Activity ▸
Retype exactly every line from the one that includes "You are a GUI" through the final line of the listing, both ends kept, and omit the pictures.

Records for processing ▸
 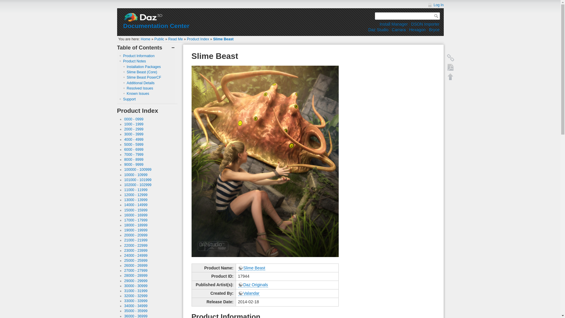 What do you see at coordinates (133, 149) in the screenshot?
I see `6000 - 6999` at bounding box center [133, 149].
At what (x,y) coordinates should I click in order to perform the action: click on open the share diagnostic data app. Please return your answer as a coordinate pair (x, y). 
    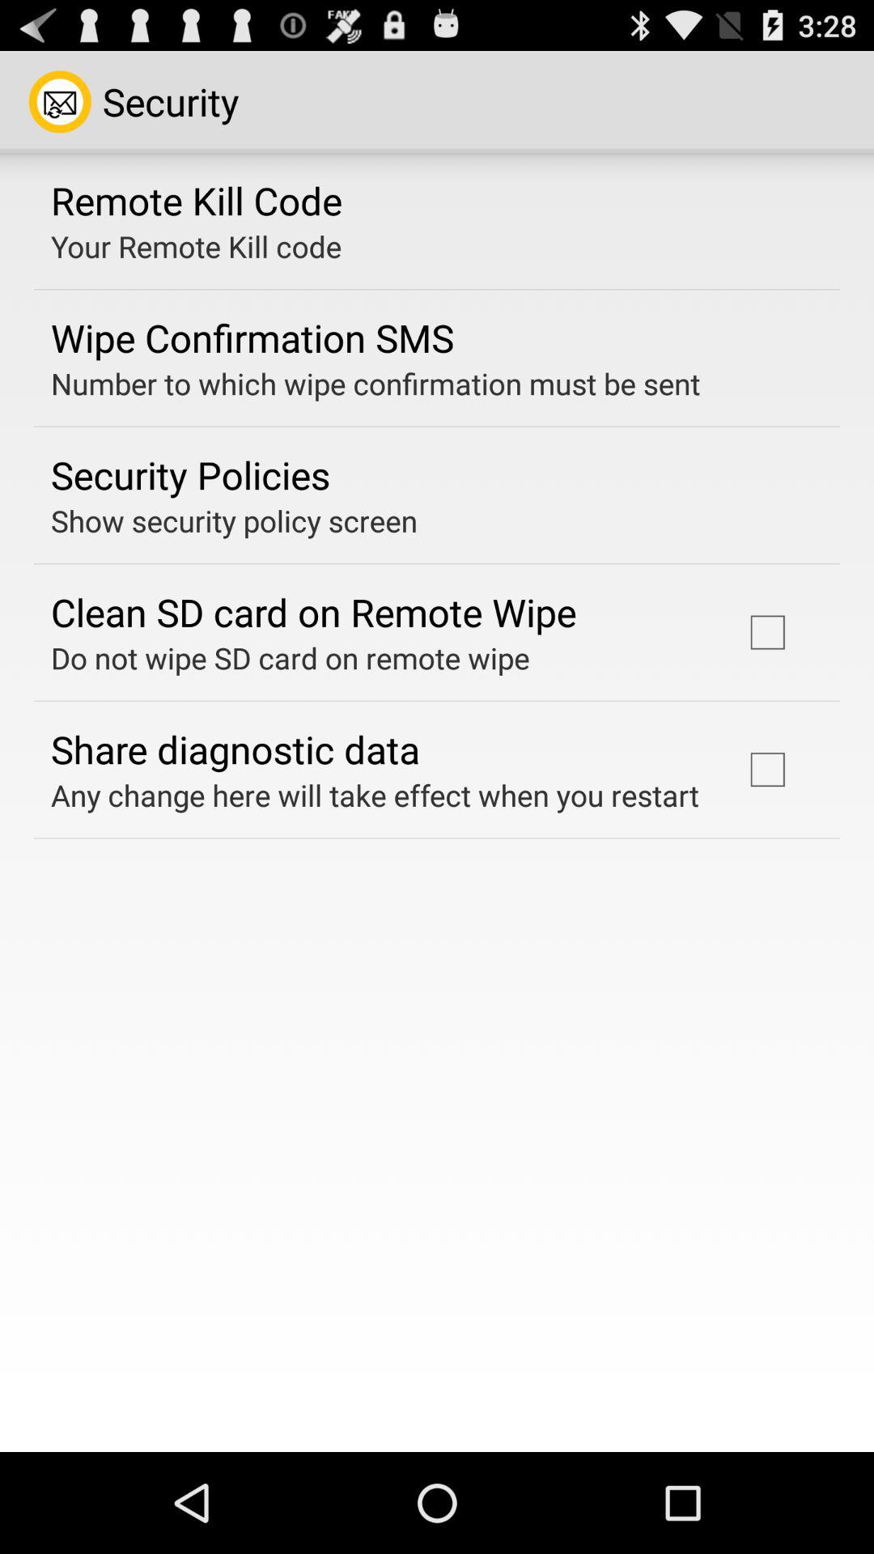
    Looking at the image, I should click on (236, 749).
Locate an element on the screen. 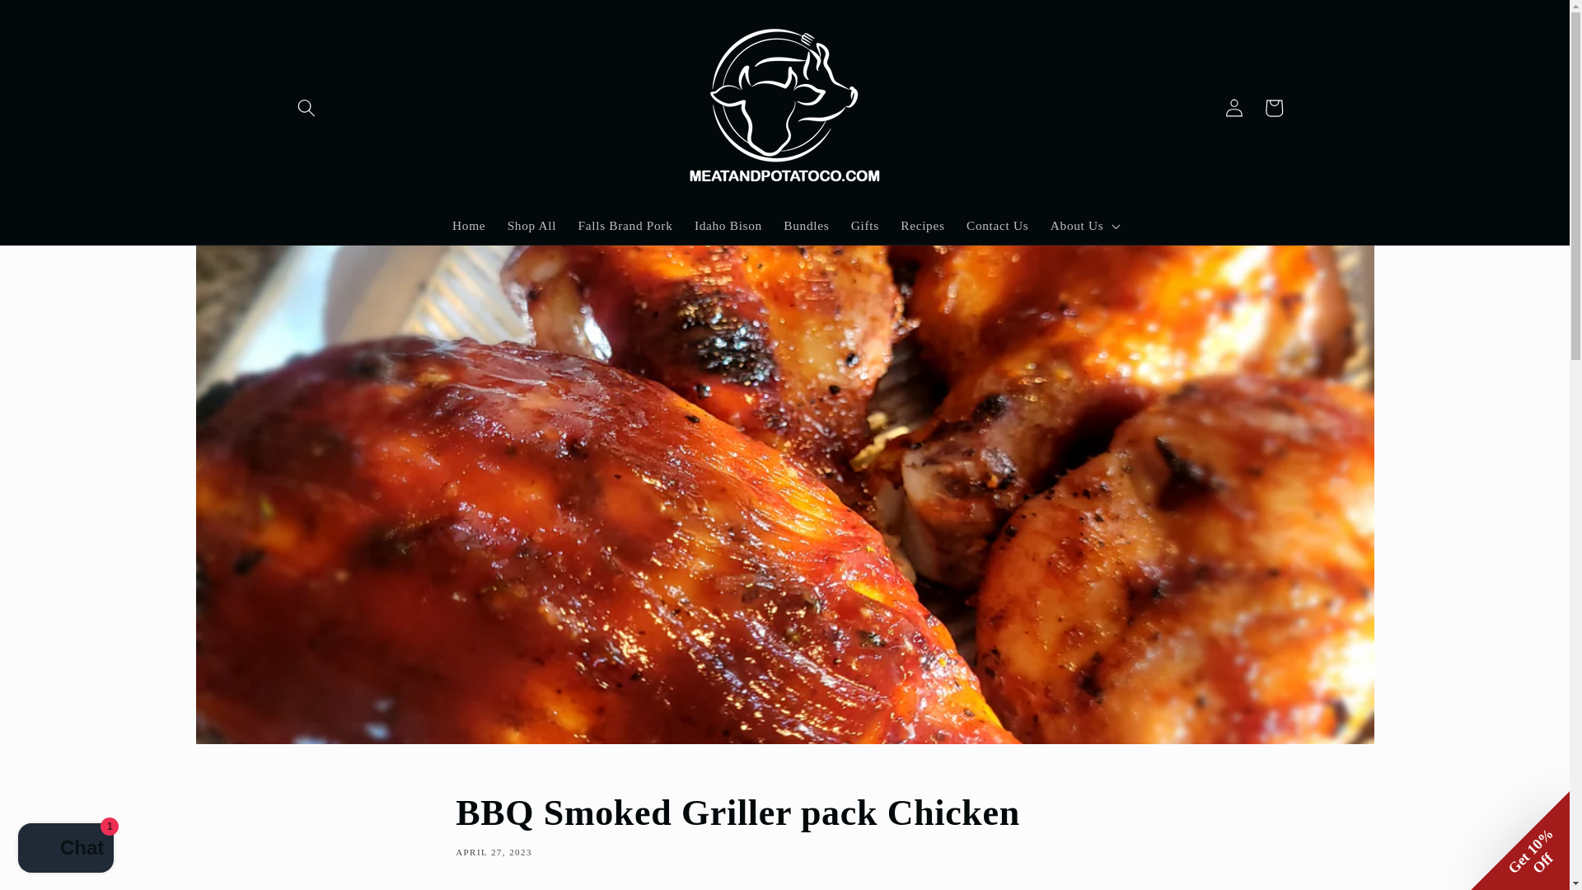 This screenshot has height=890, width=1582. Skip to content is located at coordinates (54, 21).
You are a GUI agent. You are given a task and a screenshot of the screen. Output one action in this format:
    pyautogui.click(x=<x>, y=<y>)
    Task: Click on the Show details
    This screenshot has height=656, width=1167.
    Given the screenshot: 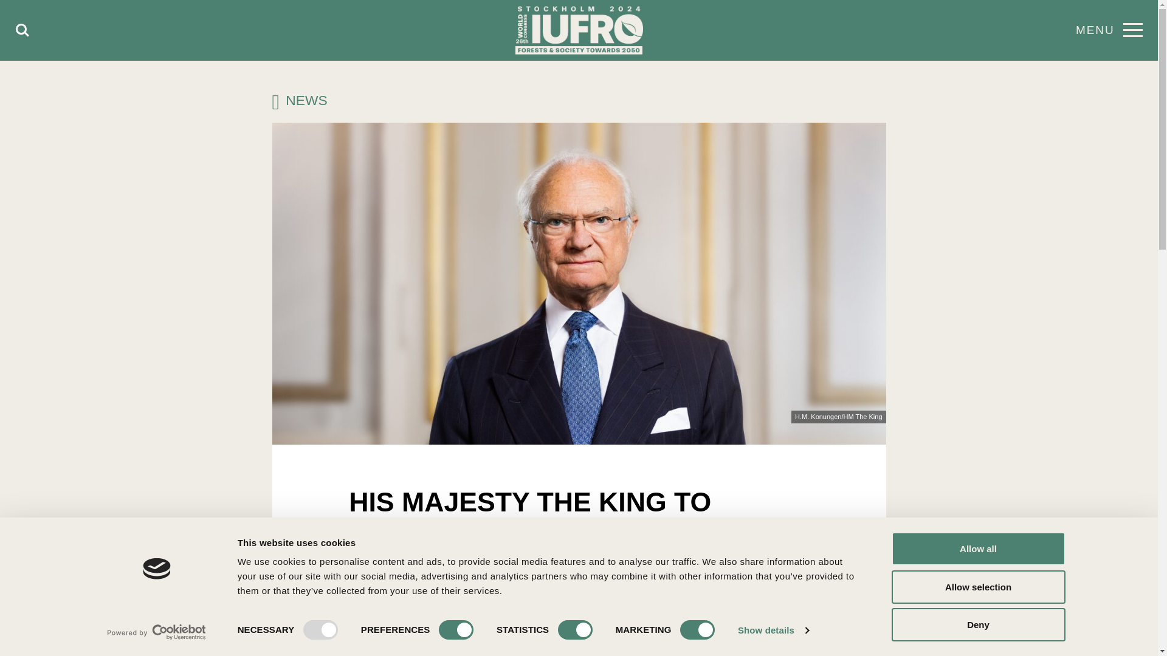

Response to this task ▸
You are a GUI agent. You are given a task and a screenshot of the screen. Output one action in this format:
    pyautogui.click(x=<x>, y=<y>)
    Task: Click on the Show details
    This screenshot has height=656, width=1167.
    Given the screenshot: 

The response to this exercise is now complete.